The shadows of the interregnum
The “old world” dies with every new crisis, but the “new” one has not yet been born, and in that twilight emerge the monsters that channel fear and rage toward regressive solutions. Understanding all the components of the crisis is the prerequisite for forging a socialist way out, for beginning to build the communist future.
Post-Cold War neoliberalism dreamed of a global capitalism under U.S. hegemony; it did not foresee the rise of China as an economic and military power, which challenges technological dominance and the dictatorship of the dollar.
The trade and technology war between the U.S. and China, the sanctions policy, European rearmament, the NATO and Ukraine war against Russia, and the aggression against Iran by the Zionist entity of Israel and the United States are reflections of what Lenin repeatedly emphasized: that the unequal division of the world generates periodic imperialist wars.
For Lenin, these contradictions signal that the system can no longer be managed through consensus: war becomes a routine instrument for reconfiguring domination.
Thus, the illustrious leader of the Bolshevik Revolution analyzed how the bourgeoisie, when its domination is threatened by the class struggle, resorts to openly dictatorial and demagogic methods.
The responses were, are, and will be Bonapartism and fascism—the dissolution of traditional bourgeois-democratic channels—appealing to the petty bourgeoisie and disenfranchised sectors of the working class with anti-elite rhetoric, while imposing anti-popular austerity measures and paving the way for more overt repression against popular movements.
Marx described Bonapartism as an executive power that places itself above the classes in struggle, balancing their forces in the service of capital.
The “leader” presents himself as “the defender of the working people” against the elites, but governs for the wealthiest; he transforms the organic crisis into a scapegoat: the culprits are not capital or the system, but immigrants, Chinese, or the “globalists.” (emphasis added, ed.)
In this way, it shifts the class struggle onto ethnic-nationalist terrain. It is a form of what Gramsci would call “passive revolution”: they incorporate demands, but empty them of anti-capitalist content, redirecting them toward hatred of the other.
The new anti-elite movements draw their support primarily from small business owners and rural landowners—who see their position threatened by large chains and global competition—workers in declining industries—who have lost their union organization and class consciousness—and the impoverished middle class—who fear falling into the proletariat.
To all of them, they offer a “capitalism with a national face,” not questioning private property or exploitation, but putting it at the service of “our own people.”
Unlike Keynesianism or social democracy, Marxism-Leninism maintains that the crisis of neoliberalism is terminal for capitalism as a whole, not just for one variant of it.

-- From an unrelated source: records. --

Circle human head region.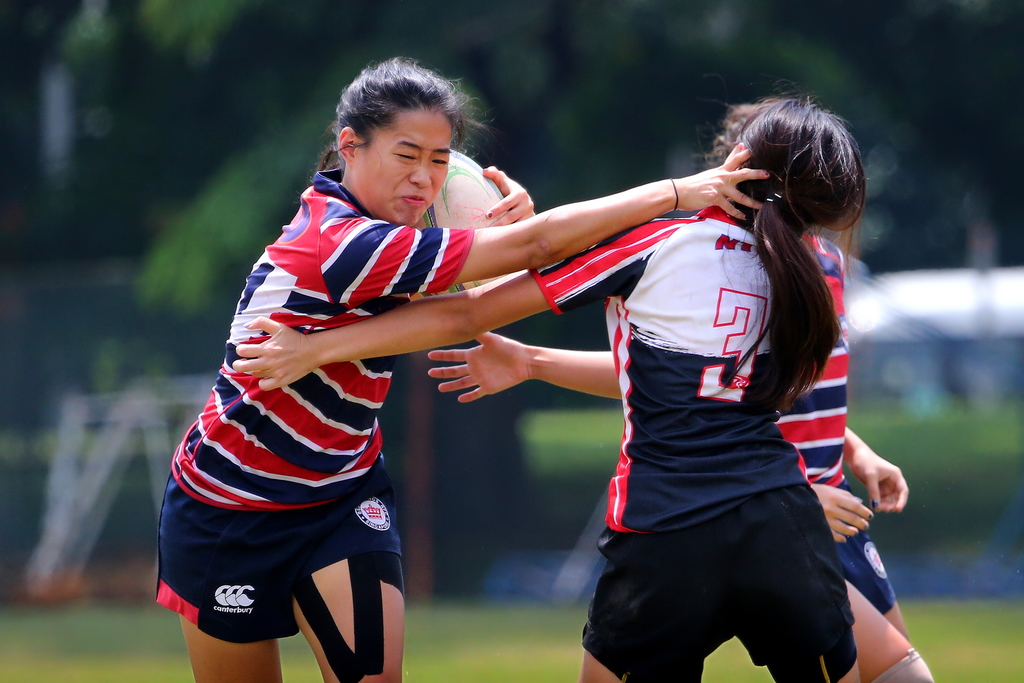
Region: bbox(735, 92, 869, 235).
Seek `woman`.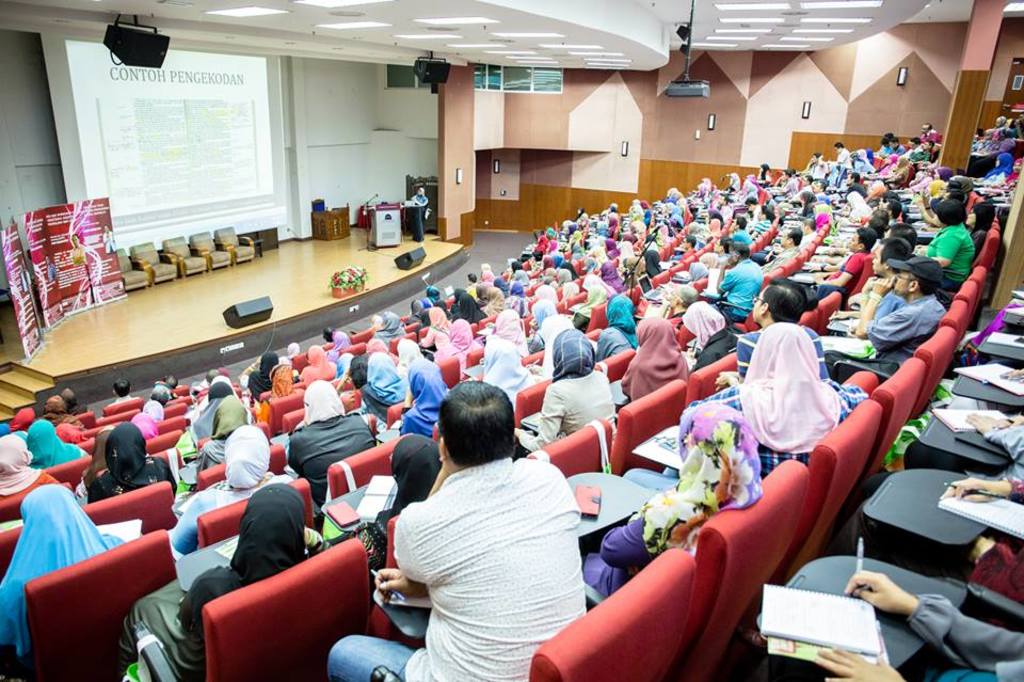
bbox=[543, 255, 554, 271].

Faced with these monsters, the reformist temptation is to call for a “return to normalcy”—and the temptation is strong. Why foment chaos? It is better to wait for the crisis to automatically generate revolutionary consciousness.
Meanwhile, the bourgeoisie will continue to offer monsters, wars, and barbarism. The task of communists is to transform the tribulations of the masses into revolutionary consciousness, exploiting every crack in the system to advance toward the only alternative: socialism.